The two-lane Pacific Coast Highway climbs into the hills past Morro Bay, winding in a serpentine tangle and clinging to the cliff’s edge, a slope of thick trees, green and striking, angling toward you from the east and the blue expanse of the Pacific stretching out below you to the west. You're at the farthest reaches of the United States, the two left tires of your vehicle spitting pebbles that tumble down into the abyss. A guardrail protects you, or pretends to. Your wife tells you to keep your eyes on the road, and of course you have to because the road doesn’t stay straight for long, if at all, but it’s a difficult challenge. Like a bad alignment, my head keeps drifting left.

Fortunately, there are turn-offs at most every bend. We took advantage of many of them, stopping for a quick stretch and for photos, or just to stand in wonder and awe, the high altitude breeze rippling our clothes and somehow purifying us. Then, back in the car, prepared to drive for a while and finally make some real headway, we’d round the next corner and have to pull off again, another opportunity, another panoramic vista, we just couldn’t pass.

On the northern side of Big Sur, we stopped for lunch at Nepenthe, a one-time haven for the writers, poets, and dreamers who’d held this raw landscape so close to their art and hearts. The restaurant sits atop yet another hill, its natural wood almost camouflaging it, or at least making it look like it grew out of Big Sur’s magical soil. We sat outdoors—there is no choice; it’s all outdoors—and ate overlooking a long, dramatic bluff sloping away into the unknown. It’s a beautiful spot, of course, but for the first time in a long while we were surrounded by people again, and while we were all sharing this communal experience, we were anxious to get back in the car and get some distance between us and them, to disappear again into the trees and hills and sea, back to where you could feel each long draw of breath replenishing you, healing, making you whole again, repairing the cracks.
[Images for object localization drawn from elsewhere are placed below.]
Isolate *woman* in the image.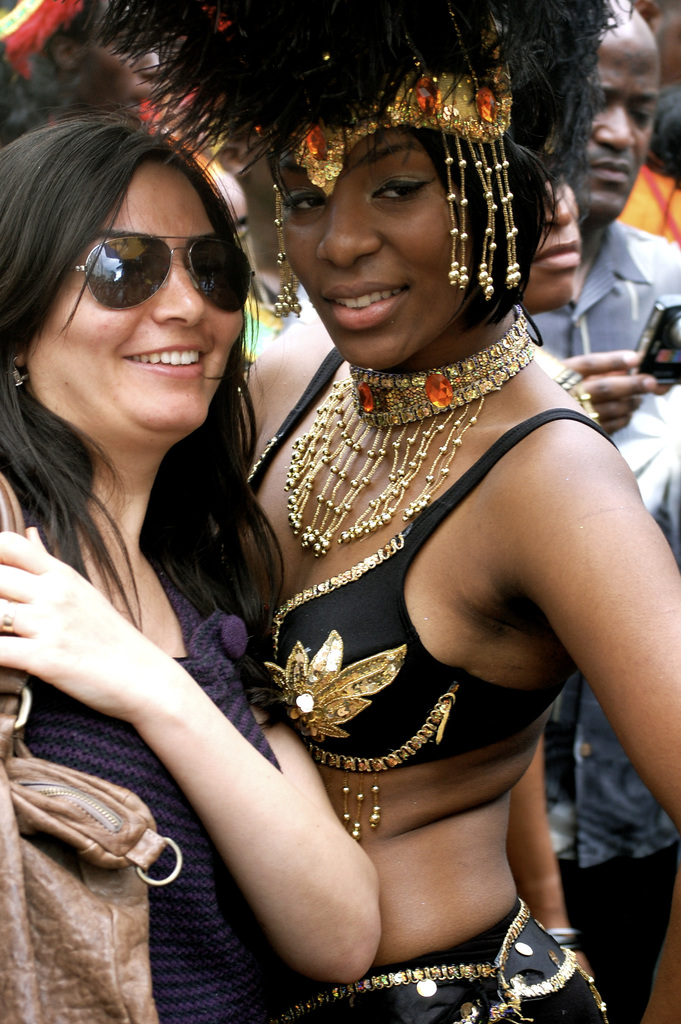
Isolated region: x1=0 y1=114 x2=384 y2=1023.
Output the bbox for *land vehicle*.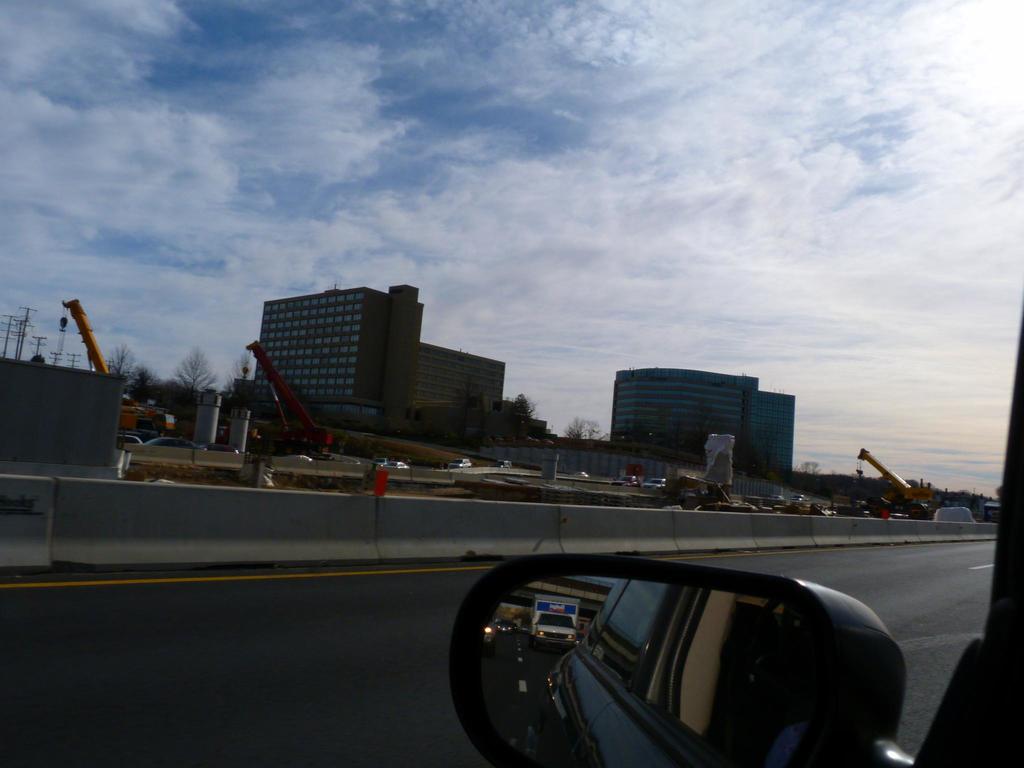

We came out the other side reborn, every cell in our bodies rejuvenated, as though we’d passed through some kind of wormhole, deconstructed and put back together again. But it wasn’t a wormhole; it was the Pfeiffer Canyon Bridge, the iconic stretch of steel that you’ve seen probably in every single car commercial ever filmed. We drove the twenty-mile loop around Carmel-by-the-Sea and then Monterey for dinner and sleep. The next day, we detoured inland to Salinas to visit the John Steinbeck Center. Steinbeck: who’d written so purely about our connection to the land and our search for happiness and balance in novels such as Of Mice and Men and The Grapes of Wrath. I spent time looking at his green camper truck that he’d criss-crossed the country in with his poodle, Charley, and I imagined this green camper van rolling along the scoliosis spine of Big Sur, its dim and yellowed headlights struggling to cut through the ink of Big Sur’s night, a canopy of stars mapping the way from above.

Before San Francisco we spent a night in Santa Cruz, enjoying the town’s bohemian vibe. Here, they understand our small place on this planet, the heartbeat of time we actually have, compared to the permanence of Big Sur to Santa Cruz’s south and Big Basin Redwood Forest to its direct north, with its thousand-year-old giants standing watch, existing both rooted in the earth and stretching into the heavens, a dual-citizenship of sorts.

For us, Santa Cruz was a depressurization chamber, a place to acclimate ourselves again to our fellow man. Beards, beads, barefoot, they helped ease us back in, with song and dance and the warm glow of their street lanterns and strung lights. A chocolate-chip cookie and glass of milk from the Pacific Cookie Company, maybe two, and the ache of having to leave Big Sur behind became—at least a little—easier to bear.